Mason reports recovery after taking 80 gr. of
tartar emetic.
Arsenic.--The sources of arsenical poisoning are so curious as to
deserve mention. Confectionery, wall-paper, dyes, and the like
are examples. In other cases we note money-counting, the colored
candles of a Christmas tree, paper collars, ball-wreaths of
artificial flowers, ball-dresses made of green tarlatan, playing
cards, hat-lining, and fly-papers.
Bazin has reported a case in which erythematous pustules appeared
after the exhibition during fifteen days of the 5/6 gr. of
arsenic. Macnal speaks of an eruption similar to that of measles
in a patient to whom he had given but three drops of Fowler's
solution for the short period of three days. Pareira says that in
a gouty patient for whom he prescribed 1/6 gr. of potassium
arseniate daily, on the third day there appeared a bright red
eruption of the face, neck, upper part of the trunk and flexor
surfaces of the joints, and an edematous condition of the
eyelids. The symptoms were preceded by restlessness, headache,
and heat of the skin, and subsided gradually after the second or
third day, desquamation continuing for nearly two months. After
they had subsided entirely, the exhibition of arsenic again
aroused them, and this time they were accompanied by salivation.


# Task goal
Your response should be every line from the entries that includes the string "rock".

# Material provided
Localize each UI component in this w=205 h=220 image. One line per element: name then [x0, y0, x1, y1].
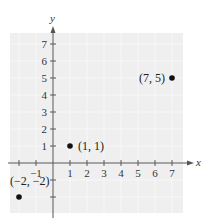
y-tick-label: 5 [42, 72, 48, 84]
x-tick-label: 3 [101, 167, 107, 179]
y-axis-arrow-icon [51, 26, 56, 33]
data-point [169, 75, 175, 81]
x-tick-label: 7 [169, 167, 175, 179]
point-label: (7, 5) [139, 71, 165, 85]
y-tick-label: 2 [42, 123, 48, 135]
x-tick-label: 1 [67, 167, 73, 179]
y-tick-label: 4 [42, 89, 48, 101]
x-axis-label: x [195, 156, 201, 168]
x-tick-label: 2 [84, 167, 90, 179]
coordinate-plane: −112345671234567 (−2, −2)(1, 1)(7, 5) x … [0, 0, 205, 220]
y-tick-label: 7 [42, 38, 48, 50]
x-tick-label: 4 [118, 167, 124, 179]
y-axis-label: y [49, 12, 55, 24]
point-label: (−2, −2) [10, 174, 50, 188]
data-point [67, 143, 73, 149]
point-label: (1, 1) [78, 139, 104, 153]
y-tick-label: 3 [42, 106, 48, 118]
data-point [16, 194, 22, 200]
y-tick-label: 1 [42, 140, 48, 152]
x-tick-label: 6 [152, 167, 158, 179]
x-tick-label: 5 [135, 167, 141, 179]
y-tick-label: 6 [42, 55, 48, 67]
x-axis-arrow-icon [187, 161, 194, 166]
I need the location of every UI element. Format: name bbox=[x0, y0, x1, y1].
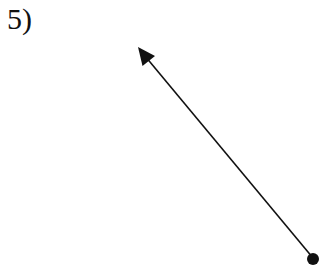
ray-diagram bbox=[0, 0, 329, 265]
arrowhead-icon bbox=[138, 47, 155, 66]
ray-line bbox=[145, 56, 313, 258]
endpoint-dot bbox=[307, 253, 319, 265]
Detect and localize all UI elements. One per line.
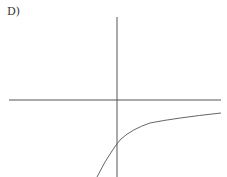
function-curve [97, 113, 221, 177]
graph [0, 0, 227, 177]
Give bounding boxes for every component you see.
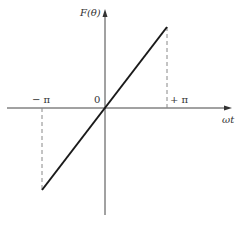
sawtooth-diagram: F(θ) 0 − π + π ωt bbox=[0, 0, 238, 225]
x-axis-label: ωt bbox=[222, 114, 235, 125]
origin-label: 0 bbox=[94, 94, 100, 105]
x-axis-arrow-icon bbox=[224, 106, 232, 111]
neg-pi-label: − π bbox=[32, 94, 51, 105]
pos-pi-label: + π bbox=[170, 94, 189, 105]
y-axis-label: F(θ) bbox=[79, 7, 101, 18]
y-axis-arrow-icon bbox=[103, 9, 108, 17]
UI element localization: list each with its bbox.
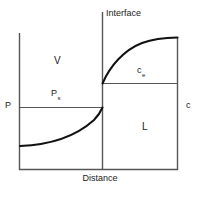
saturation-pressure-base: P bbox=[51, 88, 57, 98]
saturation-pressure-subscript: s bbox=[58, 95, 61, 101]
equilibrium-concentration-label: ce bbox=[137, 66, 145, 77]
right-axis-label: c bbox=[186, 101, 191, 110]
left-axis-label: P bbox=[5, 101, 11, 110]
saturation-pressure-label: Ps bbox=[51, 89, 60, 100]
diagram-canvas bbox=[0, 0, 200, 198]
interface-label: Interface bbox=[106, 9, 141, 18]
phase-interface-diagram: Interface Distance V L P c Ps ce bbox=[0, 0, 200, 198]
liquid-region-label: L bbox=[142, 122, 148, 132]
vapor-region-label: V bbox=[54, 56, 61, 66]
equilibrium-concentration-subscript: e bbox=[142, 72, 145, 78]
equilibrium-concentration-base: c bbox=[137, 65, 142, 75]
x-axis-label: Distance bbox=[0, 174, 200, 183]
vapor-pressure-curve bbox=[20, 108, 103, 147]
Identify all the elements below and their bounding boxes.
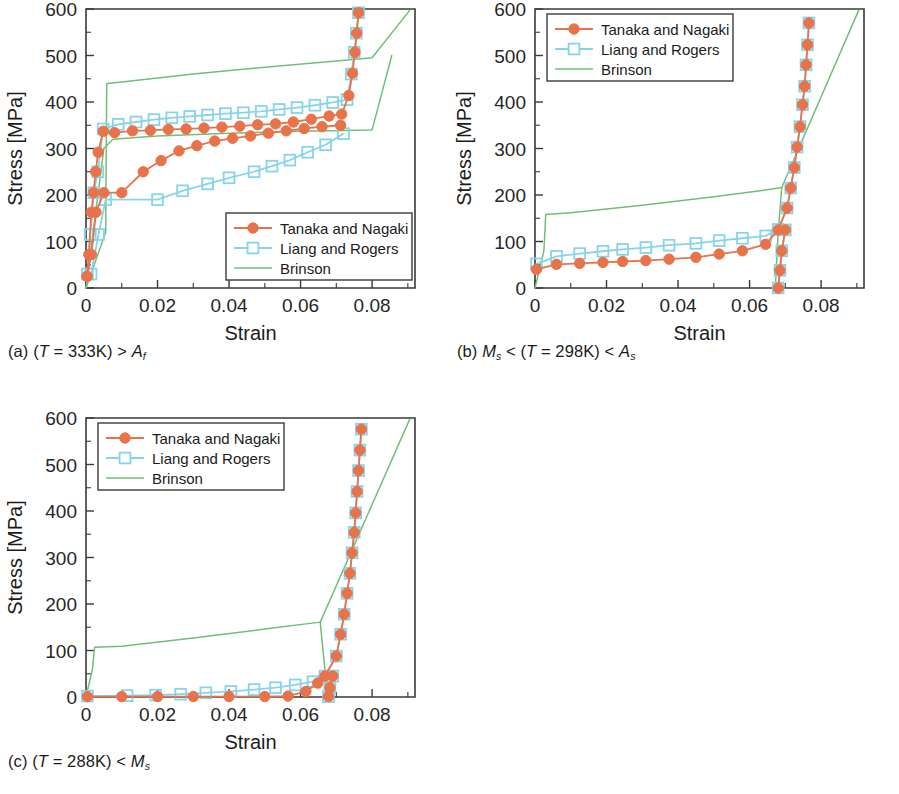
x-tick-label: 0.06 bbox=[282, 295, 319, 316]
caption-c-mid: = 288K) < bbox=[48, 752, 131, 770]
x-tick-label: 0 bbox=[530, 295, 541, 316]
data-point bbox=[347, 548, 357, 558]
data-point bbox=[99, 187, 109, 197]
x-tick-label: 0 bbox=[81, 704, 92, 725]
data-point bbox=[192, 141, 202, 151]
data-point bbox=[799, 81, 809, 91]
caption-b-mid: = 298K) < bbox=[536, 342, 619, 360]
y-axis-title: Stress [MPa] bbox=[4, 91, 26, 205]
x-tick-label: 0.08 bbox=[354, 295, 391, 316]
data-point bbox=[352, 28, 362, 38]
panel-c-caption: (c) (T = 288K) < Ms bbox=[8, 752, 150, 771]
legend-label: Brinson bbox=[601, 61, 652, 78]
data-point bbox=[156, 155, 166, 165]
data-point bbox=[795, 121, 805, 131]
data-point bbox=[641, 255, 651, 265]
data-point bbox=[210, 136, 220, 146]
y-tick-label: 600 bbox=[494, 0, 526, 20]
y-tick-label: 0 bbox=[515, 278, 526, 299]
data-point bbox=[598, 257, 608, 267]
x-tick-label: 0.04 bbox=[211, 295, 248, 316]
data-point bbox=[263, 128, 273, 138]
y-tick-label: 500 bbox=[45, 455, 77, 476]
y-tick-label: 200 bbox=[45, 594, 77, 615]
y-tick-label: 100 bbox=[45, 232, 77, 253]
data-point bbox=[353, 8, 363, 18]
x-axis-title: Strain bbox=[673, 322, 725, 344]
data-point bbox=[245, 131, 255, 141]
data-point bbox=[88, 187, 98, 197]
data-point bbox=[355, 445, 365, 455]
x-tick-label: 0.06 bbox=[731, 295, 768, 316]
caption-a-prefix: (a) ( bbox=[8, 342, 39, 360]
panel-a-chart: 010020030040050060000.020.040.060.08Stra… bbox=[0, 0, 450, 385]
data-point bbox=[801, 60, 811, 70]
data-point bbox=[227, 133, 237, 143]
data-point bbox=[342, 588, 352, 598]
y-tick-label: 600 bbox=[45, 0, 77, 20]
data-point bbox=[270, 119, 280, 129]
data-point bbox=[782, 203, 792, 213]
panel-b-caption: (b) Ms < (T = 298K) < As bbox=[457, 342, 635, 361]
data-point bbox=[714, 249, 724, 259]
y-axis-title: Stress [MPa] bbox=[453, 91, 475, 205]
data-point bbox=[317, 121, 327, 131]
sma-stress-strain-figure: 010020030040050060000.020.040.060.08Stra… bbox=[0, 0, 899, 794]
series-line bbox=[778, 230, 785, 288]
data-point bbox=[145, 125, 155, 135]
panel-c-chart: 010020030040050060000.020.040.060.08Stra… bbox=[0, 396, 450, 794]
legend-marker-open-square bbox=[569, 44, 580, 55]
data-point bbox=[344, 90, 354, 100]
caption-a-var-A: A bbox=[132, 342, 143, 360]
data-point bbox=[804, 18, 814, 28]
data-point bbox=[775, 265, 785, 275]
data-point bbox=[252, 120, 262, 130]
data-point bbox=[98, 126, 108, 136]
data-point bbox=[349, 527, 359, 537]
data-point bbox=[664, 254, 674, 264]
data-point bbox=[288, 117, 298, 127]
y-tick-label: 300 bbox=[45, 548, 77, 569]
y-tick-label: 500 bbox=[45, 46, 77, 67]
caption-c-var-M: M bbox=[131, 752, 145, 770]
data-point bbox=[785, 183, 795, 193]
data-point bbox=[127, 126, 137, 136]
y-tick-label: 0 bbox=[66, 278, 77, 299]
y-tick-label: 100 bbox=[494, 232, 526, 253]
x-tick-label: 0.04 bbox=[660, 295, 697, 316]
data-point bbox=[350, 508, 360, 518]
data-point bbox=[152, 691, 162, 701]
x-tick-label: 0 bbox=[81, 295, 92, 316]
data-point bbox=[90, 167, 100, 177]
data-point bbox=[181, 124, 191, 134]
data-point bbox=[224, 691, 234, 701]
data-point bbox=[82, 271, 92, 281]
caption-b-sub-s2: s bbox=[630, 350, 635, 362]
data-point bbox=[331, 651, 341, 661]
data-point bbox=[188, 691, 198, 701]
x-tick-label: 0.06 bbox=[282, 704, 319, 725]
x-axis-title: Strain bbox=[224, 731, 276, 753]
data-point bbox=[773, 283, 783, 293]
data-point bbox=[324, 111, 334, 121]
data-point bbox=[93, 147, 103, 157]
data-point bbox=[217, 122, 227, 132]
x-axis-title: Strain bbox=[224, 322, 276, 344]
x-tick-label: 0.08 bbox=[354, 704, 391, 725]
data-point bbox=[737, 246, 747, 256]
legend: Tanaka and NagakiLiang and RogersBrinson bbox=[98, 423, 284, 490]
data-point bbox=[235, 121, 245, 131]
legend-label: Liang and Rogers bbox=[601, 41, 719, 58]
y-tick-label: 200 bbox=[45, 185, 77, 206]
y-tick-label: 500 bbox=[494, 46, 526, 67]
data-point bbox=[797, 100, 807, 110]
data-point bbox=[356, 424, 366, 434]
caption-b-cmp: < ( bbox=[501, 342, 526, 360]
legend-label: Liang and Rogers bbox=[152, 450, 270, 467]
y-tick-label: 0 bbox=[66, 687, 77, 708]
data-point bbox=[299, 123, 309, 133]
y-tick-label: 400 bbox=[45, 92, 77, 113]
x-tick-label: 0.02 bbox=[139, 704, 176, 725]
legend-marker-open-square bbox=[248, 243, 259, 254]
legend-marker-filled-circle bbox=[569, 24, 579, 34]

* * *

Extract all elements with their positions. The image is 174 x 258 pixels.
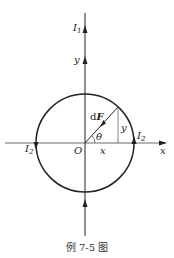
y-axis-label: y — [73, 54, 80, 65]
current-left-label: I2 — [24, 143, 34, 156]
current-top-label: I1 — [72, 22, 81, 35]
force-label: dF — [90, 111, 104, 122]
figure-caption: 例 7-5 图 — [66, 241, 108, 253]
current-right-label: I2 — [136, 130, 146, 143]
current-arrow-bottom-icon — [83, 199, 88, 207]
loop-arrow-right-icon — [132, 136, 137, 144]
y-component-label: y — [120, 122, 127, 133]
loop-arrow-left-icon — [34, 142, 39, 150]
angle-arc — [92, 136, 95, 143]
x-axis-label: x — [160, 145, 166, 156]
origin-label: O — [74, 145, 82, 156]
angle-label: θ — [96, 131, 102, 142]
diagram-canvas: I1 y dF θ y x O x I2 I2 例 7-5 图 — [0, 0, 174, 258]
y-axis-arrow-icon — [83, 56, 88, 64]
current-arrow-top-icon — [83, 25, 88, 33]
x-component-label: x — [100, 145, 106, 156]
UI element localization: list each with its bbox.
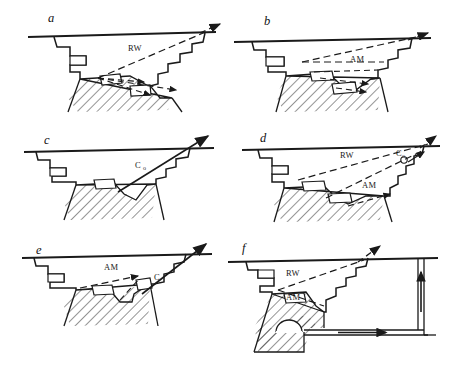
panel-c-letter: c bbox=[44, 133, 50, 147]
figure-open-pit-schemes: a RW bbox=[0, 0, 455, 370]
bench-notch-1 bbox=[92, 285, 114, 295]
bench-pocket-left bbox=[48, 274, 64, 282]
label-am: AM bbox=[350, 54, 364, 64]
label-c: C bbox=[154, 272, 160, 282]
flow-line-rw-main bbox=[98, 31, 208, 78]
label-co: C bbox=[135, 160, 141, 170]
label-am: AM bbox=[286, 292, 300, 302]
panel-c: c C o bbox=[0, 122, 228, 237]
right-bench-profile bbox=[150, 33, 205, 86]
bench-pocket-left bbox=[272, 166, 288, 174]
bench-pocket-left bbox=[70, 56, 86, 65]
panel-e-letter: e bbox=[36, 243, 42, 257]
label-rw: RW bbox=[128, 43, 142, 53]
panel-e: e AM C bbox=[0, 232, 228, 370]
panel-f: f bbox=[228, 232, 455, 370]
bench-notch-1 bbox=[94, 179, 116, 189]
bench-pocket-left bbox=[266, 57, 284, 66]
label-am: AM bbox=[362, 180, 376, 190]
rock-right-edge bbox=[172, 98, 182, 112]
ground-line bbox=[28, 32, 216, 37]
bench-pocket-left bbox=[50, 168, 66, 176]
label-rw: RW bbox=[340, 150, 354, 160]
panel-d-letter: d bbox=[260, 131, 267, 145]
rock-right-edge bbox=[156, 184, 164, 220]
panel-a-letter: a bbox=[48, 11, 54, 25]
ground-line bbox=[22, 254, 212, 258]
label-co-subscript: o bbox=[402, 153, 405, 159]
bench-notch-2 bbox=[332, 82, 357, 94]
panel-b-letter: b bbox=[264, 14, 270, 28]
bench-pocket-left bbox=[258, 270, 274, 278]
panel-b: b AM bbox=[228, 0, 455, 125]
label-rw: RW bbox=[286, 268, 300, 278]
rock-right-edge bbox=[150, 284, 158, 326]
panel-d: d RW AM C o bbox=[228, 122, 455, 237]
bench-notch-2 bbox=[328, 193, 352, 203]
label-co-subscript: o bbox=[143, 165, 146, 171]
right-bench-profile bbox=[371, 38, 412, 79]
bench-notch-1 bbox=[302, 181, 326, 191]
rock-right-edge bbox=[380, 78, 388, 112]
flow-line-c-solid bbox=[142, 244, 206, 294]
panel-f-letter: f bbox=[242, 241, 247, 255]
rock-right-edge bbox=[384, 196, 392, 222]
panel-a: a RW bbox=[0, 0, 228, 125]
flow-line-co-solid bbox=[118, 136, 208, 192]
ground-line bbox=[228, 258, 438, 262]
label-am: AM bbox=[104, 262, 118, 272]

---

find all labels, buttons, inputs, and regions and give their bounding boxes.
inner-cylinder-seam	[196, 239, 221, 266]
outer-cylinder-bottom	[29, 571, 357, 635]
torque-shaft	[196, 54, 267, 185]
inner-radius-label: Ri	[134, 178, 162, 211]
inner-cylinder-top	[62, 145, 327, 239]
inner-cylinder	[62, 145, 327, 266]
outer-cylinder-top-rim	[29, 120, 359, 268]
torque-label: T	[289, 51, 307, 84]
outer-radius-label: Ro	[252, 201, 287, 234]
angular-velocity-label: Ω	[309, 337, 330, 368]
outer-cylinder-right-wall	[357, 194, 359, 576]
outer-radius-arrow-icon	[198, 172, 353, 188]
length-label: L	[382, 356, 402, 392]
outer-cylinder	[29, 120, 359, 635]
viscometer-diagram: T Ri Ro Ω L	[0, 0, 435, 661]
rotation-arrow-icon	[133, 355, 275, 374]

# Answer section
rock-right-edge bbox=[172, 98, 182, 112]
rock-right-edge bbox=[156, 184, 164, 220]
rock-right-edge bbox=[150, 284, 158, 326]
rock-right-edge bbox=[380, 78, 388, 112]
rock-right-edge bbox=[384, 196, 392, 222]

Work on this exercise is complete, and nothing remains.